The Price of Performance
Being highly people-intensive, landscape lighting system builders are subject to enormous quality control problems. There are hundreds of possible error sources in producing a custom landscape lighting system…mis-calculating electrical load and system engineering, overlooking the lighting of some key elements, miscalculating the fixture type and quantity needed, incorrect fixture placement and lamp specifications, etc.
As a result, the professional firm will organize itself with a division of labor, a series of systems and the best quality people available, which will substantially reduce the risk of error. Indeed, some of the larger and more progressive firms have recently been introducing management information software into their operations to help control the voluminous detail in their projects.
It’s been proven that the extra costs of these services at the contract stage save up to 20 times the money wasted in correcting mistakes and oversights, either during the job or at a later date.

Accepting Obligations

When it comes to custom landscape lighting projects, as with most things, people usually get what they pay for. The professional firm has both a vested interest, and an obligation, to have prospects know what to look for when evaluating two competing proposals with pricing that may be 50% apart – or more.
After all, the professional firm knows how complicated (and costly) a custom landscape lighting system can be to design and build…how difficult it is to make it “fit like a glove” with a minimum degree of disruption to the existing landscaping. The professional firm knows that it’s accepted industry practice to use customer deposits for working capital purposes. And the professional firm knows that it’s possible to remain in business for years in this industry by ensuring total client satisfaction.
An unusually low price isn’t a conclusive indicator that a competitor is going out of business. It’s more likely that this competitor has a lower regard for the costs, effort and services required to produce a landscape lighting system with acceptable functional design, aesthetics, scheduling, coordination, workmanship, on-site care and cleanup, and overall performance.
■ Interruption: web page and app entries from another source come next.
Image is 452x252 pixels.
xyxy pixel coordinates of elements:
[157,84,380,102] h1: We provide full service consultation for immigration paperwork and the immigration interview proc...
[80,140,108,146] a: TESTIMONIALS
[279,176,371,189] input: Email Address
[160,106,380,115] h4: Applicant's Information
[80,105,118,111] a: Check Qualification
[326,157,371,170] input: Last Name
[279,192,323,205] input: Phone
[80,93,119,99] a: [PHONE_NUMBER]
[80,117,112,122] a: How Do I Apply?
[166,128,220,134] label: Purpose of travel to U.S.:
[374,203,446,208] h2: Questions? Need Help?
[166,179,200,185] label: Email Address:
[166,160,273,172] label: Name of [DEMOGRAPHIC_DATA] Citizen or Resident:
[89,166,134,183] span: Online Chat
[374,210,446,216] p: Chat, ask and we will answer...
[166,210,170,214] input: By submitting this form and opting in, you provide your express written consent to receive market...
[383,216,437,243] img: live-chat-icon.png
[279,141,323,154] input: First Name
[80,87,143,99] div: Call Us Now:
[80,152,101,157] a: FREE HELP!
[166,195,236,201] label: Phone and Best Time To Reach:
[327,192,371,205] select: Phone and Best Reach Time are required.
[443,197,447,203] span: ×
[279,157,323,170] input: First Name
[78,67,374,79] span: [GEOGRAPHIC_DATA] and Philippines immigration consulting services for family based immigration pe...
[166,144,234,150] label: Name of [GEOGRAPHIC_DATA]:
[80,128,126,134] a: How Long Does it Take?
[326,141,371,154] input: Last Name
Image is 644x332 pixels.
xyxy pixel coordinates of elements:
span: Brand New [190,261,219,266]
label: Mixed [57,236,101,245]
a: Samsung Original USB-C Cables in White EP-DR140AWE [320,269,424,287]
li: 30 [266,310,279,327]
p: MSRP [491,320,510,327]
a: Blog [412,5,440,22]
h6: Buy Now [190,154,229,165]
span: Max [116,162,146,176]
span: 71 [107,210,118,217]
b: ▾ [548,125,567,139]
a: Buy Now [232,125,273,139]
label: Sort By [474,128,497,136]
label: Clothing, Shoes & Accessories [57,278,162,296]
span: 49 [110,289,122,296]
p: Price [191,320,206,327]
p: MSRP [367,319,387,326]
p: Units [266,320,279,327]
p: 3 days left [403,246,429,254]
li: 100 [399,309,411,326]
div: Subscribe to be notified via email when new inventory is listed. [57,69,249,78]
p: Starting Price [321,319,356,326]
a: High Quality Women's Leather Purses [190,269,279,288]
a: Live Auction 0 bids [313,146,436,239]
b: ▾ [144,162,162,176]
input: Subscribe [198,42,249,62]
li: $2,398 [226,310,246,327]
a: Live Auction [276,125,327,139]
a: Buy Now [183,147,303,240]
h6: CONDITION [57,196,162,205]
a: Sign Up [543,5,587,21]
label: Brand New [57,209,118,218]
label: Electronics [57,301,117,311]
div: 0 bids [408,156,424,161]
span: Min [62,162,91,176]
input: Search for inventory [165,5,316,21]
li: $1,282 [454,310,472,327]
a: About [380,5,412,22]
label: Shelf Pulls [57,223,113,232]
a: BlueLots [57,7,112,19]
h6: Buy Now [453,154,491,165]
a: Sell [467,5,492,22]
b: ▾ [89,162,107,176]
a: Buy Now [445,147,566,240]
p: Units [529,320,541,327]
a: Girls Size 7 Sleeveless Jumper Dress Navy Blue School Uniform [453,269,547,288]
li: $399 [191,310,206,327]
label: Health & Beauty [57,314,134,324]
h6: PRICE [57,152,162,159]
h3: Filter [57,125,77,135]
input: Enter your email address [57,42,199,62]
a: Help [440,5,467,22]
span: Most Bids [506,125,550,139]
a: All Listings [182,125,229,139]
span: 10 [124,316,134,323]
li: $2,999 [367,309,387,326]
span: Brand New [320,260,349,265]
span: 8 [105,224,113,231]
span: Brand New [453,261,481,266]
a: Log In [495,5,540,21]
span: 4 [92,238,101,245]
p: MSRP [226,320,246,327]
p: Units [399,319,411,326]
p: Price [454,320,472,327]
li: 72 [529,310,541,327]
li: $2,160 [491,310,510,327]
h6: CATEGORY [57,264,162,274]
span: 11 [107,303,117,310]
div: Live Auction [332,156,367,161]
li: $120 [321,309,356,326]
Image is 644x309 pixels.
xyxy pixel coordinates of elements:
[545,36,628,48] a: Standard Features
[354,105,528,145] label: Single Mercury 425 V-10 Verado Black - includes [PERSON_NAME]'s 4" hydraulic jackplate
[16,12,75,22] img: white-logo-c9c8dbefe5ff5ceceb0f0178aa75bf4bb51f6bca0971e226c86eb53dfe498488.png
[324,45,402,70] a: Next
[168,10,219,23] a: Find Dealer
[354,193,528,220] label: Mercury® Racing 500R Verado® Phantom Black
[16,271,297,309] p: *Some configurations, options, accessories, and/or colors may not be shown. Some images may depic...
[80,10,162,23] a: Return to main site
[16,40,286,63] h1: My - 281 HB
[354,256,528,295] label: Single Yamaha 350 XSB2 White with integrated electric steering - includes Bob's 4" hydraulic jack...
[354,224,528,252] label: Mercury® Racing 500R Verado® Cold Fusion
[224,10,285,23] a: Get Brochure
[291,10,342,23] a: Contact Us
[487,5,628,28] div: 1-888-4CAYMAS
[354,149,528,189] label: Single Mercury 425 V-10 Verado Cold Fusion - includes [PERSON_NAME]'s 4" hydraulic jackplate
Identifying Price Differences

There’s an awful lot more to buying a custom landscape lighting system than just picking out a pretty set of fixtures from the internet or product catalogs. And unique to intangible products, such as a newly built custom landscape lighting systems, is the fact that the client is seldom aware of being served well. With intangibles, clients usually don’t know what they are getting …until they don’t get it.
It’s only when their friends wonder out loud why the lighting don’t look effective that the clients become aware of what they bargained for – faulty installation – as one of a host of possible undesirable conditions.
Professional firms must identify those areas of difference engineered into the project to enhance its quality, appearance, performance and satisfaction. By placing fair values on these differences, you are then in an informed position to assess the risk of taking the lower price proposal versus paying for the worth of the enhancements in the higher price proposal.

 

Facebook-ice-256This landscape lighting blog is published by Mike Gambino of Gambino landscape lighting inc. all rights reserved. Mike is a professional landscape lighting system designer/ builder and has been designing, installing and maintaining landscape lighting systems for more than 20 years. Mike resides in the Los Angeles area with his wife and 2 sons. To visit his website go to www.Gambinolighting.com . To inquire about hiring Mike please  click here .

Blog articles may be published with permission on other websites without editing or removing links.